Reduce maternal mortality. Improve access to health care for the poor and underserved. Eliminate pediatric AIDS. The problems we work on can be daunting – they are big, messy, and complex. There is no clear way forward, no tried and true recipe for what works.

Take for example, the elimination of pediatric AIDS, the mission of the Elizabeth Glaser Pediatric AIDS Foundation and the focus of my work for the next year (at least). The problem of pediatric HIV/AIDS is indeed big, messy, and complex with 120,000 children under the age of 15 living with HIV (source: UNAIDS 2009) and approximately 80,000 infants exposed to HIV annually in Zambia (source: Zambia ANC Sentinel Surveillance Report, 2008), my adopted country for the year.

Recently we were asked at our Quarter 1 retreat to give an elevator pitch on what we were doing this year as a Global Health Corps (GHC) Fellow. A simple question, right? “What are you doing?” A simple question, but surprisingly hard to answer.  Especially when your most truthful response reveals you’ve just been coming up with a lot of ideas… lots and lots of ideas.

In our day to day – how many times have we heard good ideas flutter by, the only acknowledgement they receive being a one-off “that’s brilliant” by the boss. After exhausting all versions of  “This is what’s going wrong” and “If only so-and-so would recognize X,”  it’s quite easy to sit in a room and slingshot ideas one by one straight into the trash bin – not because we throw them away on purpose, but rather we get caught up in the euphoria of idea generation and unknowingly leave the meeting with a pile of orphaned ideas on the table to be swept up by the cleaning staff.

I think what makes this so commonplace in our line of work is that we are truly digging deep. The deeper you dig into these big, messy, complex problems, the more you understand about what needs to be done. Many of us left cushy jobs in our home countries to get closer to the ground – closer to the clinics where the health care worker is touching a computer for the first time to access a patient’s record, closer to the young mother seeking HIV testing and counseling after a 5K walk and a 9 hour wait at the clinic.

Training a midwife on Zambia’s electronic health record system, SmartCare

 

This is the paradox of “getting close.”  The closer you are to the problem, the more ideas you generate. The more ideas you generate, the more overwhelmed you become by the amount of ideas you are not the pursuing, the amount of tasks you are not completing. As Scott Belsky writes in his book, Making Ideas Happen, “A surplus of ideas is as dangerous as a drought.”

So how do we fight this? How do we fight the tendency within ourselves to constantly generate new ideas at the risk of not taking actions on existing ones? How do we cultivate a bias towards action within our teams, our organizations, the GHC community, and within the field of global health?

For starters, I’ll share with you my action system, inspired and facilitated by Belsky’s “Action Method,” a product of the Behance Network. It’s a combination of a paper notebook and an online system that I do my best to sync up when I have access to the Internet.  I write down all action steps that occur throughout the day and assign them to a project, i.e. “Professional Development” or “Evaluating Teen Mentors Program.”  I’m religious about tracking each task, and over time, I’ve become more selective of what ideas make the list – because once they make the list, I’ve committed myself. This helps to keep me honest – prompting the question, “Am I really going to do that?”

Tracking my ideas in a visual way, allows me to see my progress – immediate feedback that tells me I’m doing something.

Then there’s the routine. Like any behavior change theory suggests, establishing a new habit or routine is not easy. It helps to have an incentive attached to the new behavior. Hence, my action routine consists of the above steps, and a weekly review of my existing action steps while sitting on my patio, with my little garden, and my cheese. I examine the steps still on the list and enforce the Nike rule – Just Do It or remove it from the list (new habit). There’s no sense in feeling weighed down by the guilt of not doing something you never really planned to do. Then, I eat some cheese (reward).

And that’s how I came to write this blog post. It’s been an action step in my “Global Health Corps” project for several weeks – and I got tired of seeing it on my screen, taking up precious real estate for future ideas and action steps that might one day make a dent in one of those big, messy, complex problems.

Based on my short time in Zambia, I don’t think that global health suffers from a lack of ideas, or a lack of dedicated, passionate people. I do think that the complex, cross-disciplinary, black-box-like nature of the problems we are trying to solve can sometimes lead us to spend a disproportionate amount of time thinking, weighing, ranting, and analyzing, and we forget that the solutions to these problems start with a single action step.

With that, I invite you to find and share what action method works for you – and together we can cultivate a bias towards action.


Your instructions => Where the line containing "Find the location" appears, start repeating, and continue exactly through the last line below, adding nothing. Include no pictures.

[Collected data entries]
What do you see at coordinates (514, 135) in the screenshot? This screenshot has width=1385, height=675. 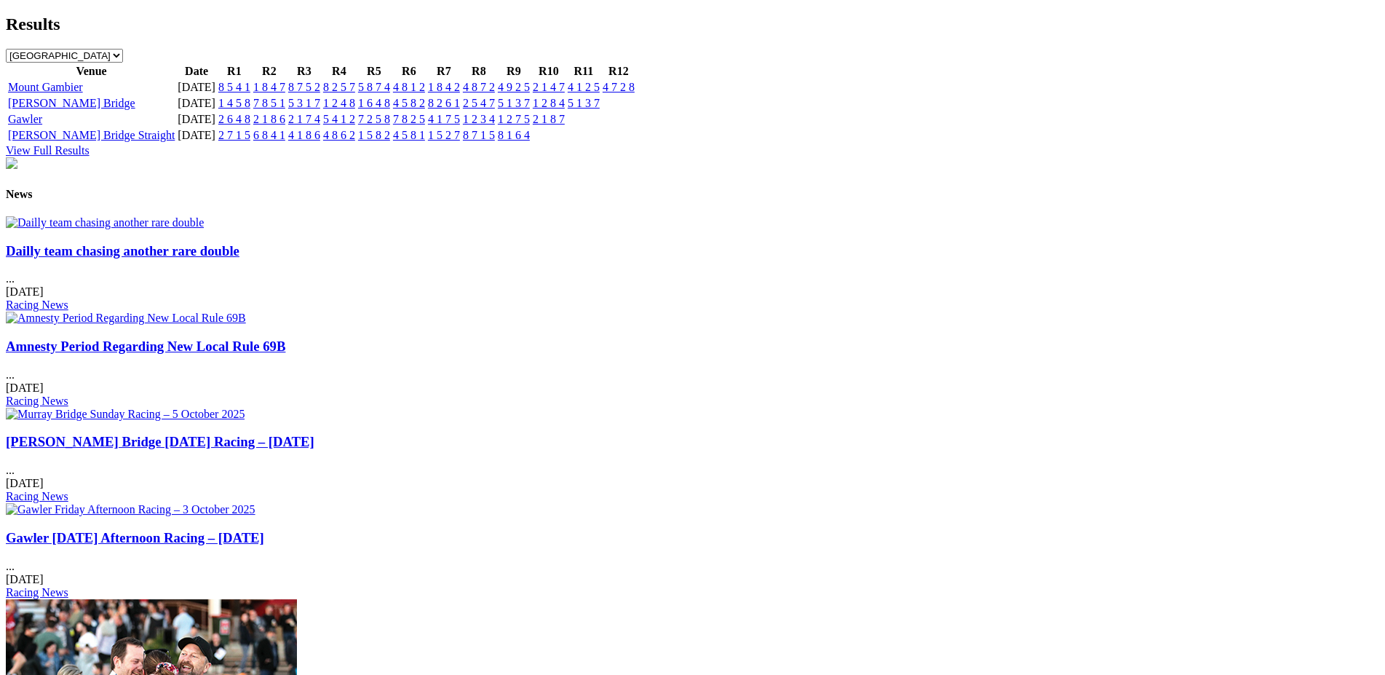 I see `a: 8 1 6 4` at bounding box center [514, 135].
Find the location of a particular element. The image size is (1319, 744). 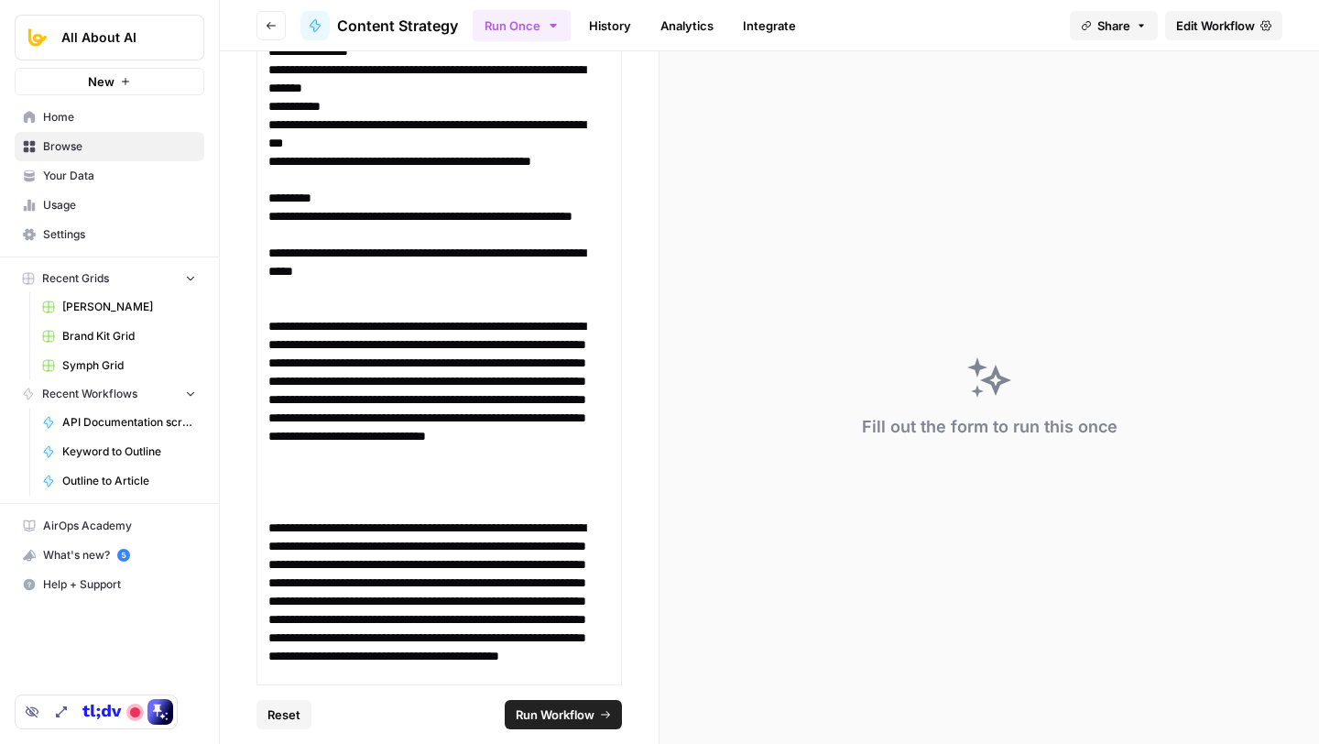

img: All About AI Logo is located at coordinates (38, 38).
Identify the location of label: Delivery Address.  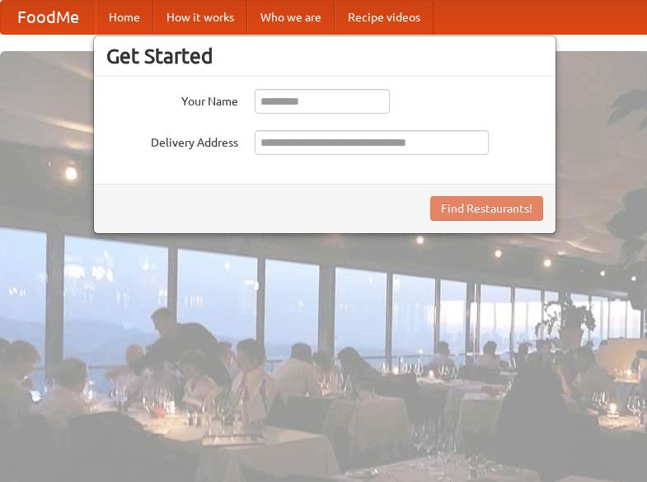
(172, 140).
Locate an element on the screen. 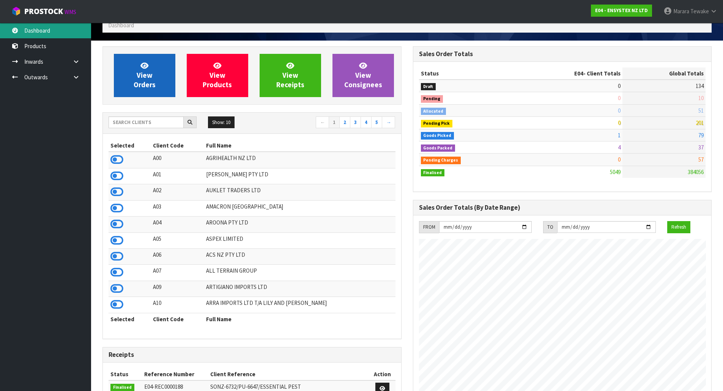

Task result =>
Find the location of a particular element. The image size is (1319, 744). 

img: All About AI Logo is located at coordinates (38, 38).
Identify the location of label: Delivery Address.  
(172, 140).
Locate an element on the screen. 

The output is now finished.